Up on Garrison Creek

July 2001, early morning. I pass through an intersection in a quiet neighbourhood and walk along a street that appears impossibly green, even for Toronto. As I look in all four directions I see no one else. The light is golden, the air still cool and I have a rare unobstructed view into the distances. I am about to begin a new chapter. There’s a lot of fear but this moment is breaking it up. This corner of stolen land or what is built upon it seems briefly mine.
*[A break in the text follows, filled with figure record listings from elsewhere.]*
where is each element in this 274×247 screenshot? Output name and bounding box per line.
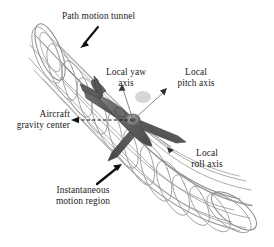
label-path-motion-tunnel-line1: Path motion tunnel bbox=[62, 11, 135, 22]
label-aircraft-gravity-center-line1: Aircraft bbox=[8, 109, 70, 120]
label-local-roll-axis: Local roll axis bbox=[183, 148, 231, 169]
label-instantaneous-motion-region-line2: motion region bbox=[32, 196, 134, 207]
label-local-roll-axis-line1: Local bbox=[183, 148, 231, 159]
label-instantaneous-motion-region: Instantaneous motion region bbox=[32, 185, 134, 206]
aircraft-shadow bbox=[135, 91, 151, 103]
label-local-pitch-axis-line2: pitch axis bbox=[168, 78, 224, 89]
label-path-motion-tunnel: Path motion tunnel bbox=[62, 11, 135, 22]
label-local-pitch-axis: Local pitch axis bbox=[168, 67, 224, 88]
label-local-yaw-axis-line1: Local yaw bbox=[100, 67, 152, 78]
label-local-pitch-axis-line1: Local bbox=[168, 67, 224, 78]
label-local-yaw-axis: Local yaw axis bbox=[100, 67, 152, 88]
path-motion-tunnel-figure: Path motion tunnel Local yaw axis Local … bbox=[0, 0, 274, 247]
label-local-yaw-axis-line2: axis bbox=[100, 78, 152, 89]
tunnel-leader-arrow bbox=[80, 27, 98, 48]
label-aircraft-gravity-center-line2: gravity center bbox=[8, 120, 70, 131]
label-local-roll-axis-line2: roll axis bbox=[183, 159, 231, 170]
label-instantaneous-motion-region-line1: Instantaneous bbox=[32, 185, 134, 196]
label-aircraft-gravity-center: Aircraft gravity center bbox=[8, 109, 70, 130]
motion-region-leader-arrow bbox=[97, 164, 122, 184]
November 2011, mid morning. I reach that same intersection in a busy neighbourhood, to view the apartment home that my wife, children and I will live in. The corner is bustling. Much has changed here in a decade, in my own life to an almost unfathomable degree. Spiritually it feels like coming home; mentally the years are a discarded anchor; physically this is only a brief resting place.

July 2013, late evening. I stand on our balcony, staring out at the intersection. Always that. The year is barely half over, and already it has seen almost as much change as the dozen just passed. Change that flows out of the natural course of things, and sudden, surprising change. It’s not all good, it just is. Love is more difficult, but deeper. Ideals are more firmly grounded, less rosy. But dreams don’t die.

Halfway mark, insha’Allah.

By elmahboob

Bruce A. Russell aka Ibrahim El Mahboob (b. Kingston, ON, 1968) is a composer and self-taught pianist living and working in Toronto (Tkarón:to, the traditional territory of many nations including the Mississaugas of the Credit, the Anishnabeg, the Chippewa, the Haudenosaunee and the Wendat). He studied at York University with James Tenney and Phillip Werren. He has composed music for the Madawaska String Quartet, Modern Times Stage Company, McMaster Dancers and choreographers Pam Johnson and Tracy Renee Stafford. Interest in his work increased in 2020, with performances by Arraymusic, Prism Percussion, Second Note Duo, San Juan Symphony and Idaho Falls Symphony. He was host of Radio Music Gallery, and has written for Musicworks and I Care if You Listen. His interests are in 20th and 21st century concert music especially postminimalism, and music of the African diaspora including notated and non-notated forms. He is a parent of three and is employed in the financial sector.